Willie Rapfogel Scandal Prompts Few Signs of Change at Jewish Groups

The stunning array of charges against William Rapfogel, the disgraced former head of the Metropolitan Council on Jewish Poverty, should prompt Jewish organizations to engage in soul-searching and make governance changes to avoid similar misfortunes, say experts in non-profit management and ethics.

But that, they say, isn’t happening.

Charming and savvy, Rapfogel was arrested September 24 and charged with grand larceny, conspiracy, money laundering and tax fraud for having allegedly stolen $5 million over his two-decade-long tenure as chief executive officer at Met Council, the premier anti-poverty organization working among New York’s Jewish community. According to the indictment, in August investigators found some $420,000 in cash stashed in Rapfogel’s apartment and upstate New York vacation home. He is out on $100,000 bail (paid in cash) pending his first court date in January 2014, said Andrew Friedman, a spokesman for the state’s attorney general.

Rapfogel’s arrest – and the extensive charges against him – left the local Jewish community, where he was widely viewed as an exemplar of effective leadership, stunned.

“I don’t know of another case in the non-Jewish or Jewish community where people were so adoring of someone and then so disillusioned,” said Naomi Levine, executive director of the Heyman Center for Philanthropy and Fundraising at New York University.

For more go to Haaretz

A message from our CEO & publisher Rachel Fishman Feddersen

I hope you appreciated this article. Before you move on, I wanted to ask you to support the Forward’s award-winning journalism during our High Holiday Monthly Donor Drive.

If you’ve turned to the Forward in the past 12 months to better understand the world around you, we hope you will support us with a gift now. Your support has a direct impact, giving us the resources we need to report from Israel and around the U.S., across college campuses, and wherever there is news of importance to American Jews.

Make a monthly or one-time gift and support Jewish journalism throughout 5785. The first six months of your monthly gift will be matched for twice the investment in independent Jewish journalism. 

—  Rachel Fishman Feddersen, Publisher and CEO

Join our mission to tell the Jewish story fully and fairly.

Republish This Story

Please read before republishing

We’re happy to make this story available to republish for free, unless it originated with JTA, Haaretz or another publication (as indicated on the article) and as long as you follow our guidelines. You must credit the Forward, retain our pixel and preserve our canonical link in Google search.  See our full guidelines for more information, and this guide for detail about canonical URLs.

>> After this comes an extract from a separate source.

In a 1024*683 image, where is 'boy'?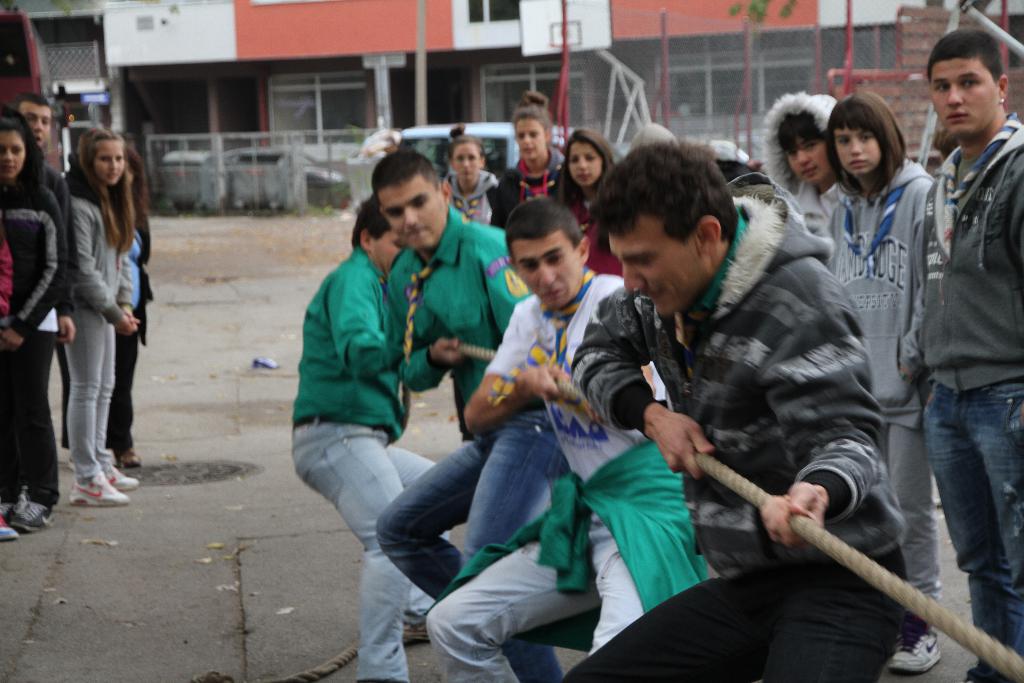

To republish, copy the HTML by clicking on the yellow button to the right; it includes our tracking pixel, all paragraph styles and hyperlinks, the author byline and credit to the Forward. It does not include images; to avoid copyright violations, you must add them manually, following our guidelines. Please email us at editorial@forward.com, subject line “republish,” with any questions or to let us know what stories you’re picking up.

We don't support Internet Explorer

Please use Chrome, Safari, Firefox, or Edge to view this site.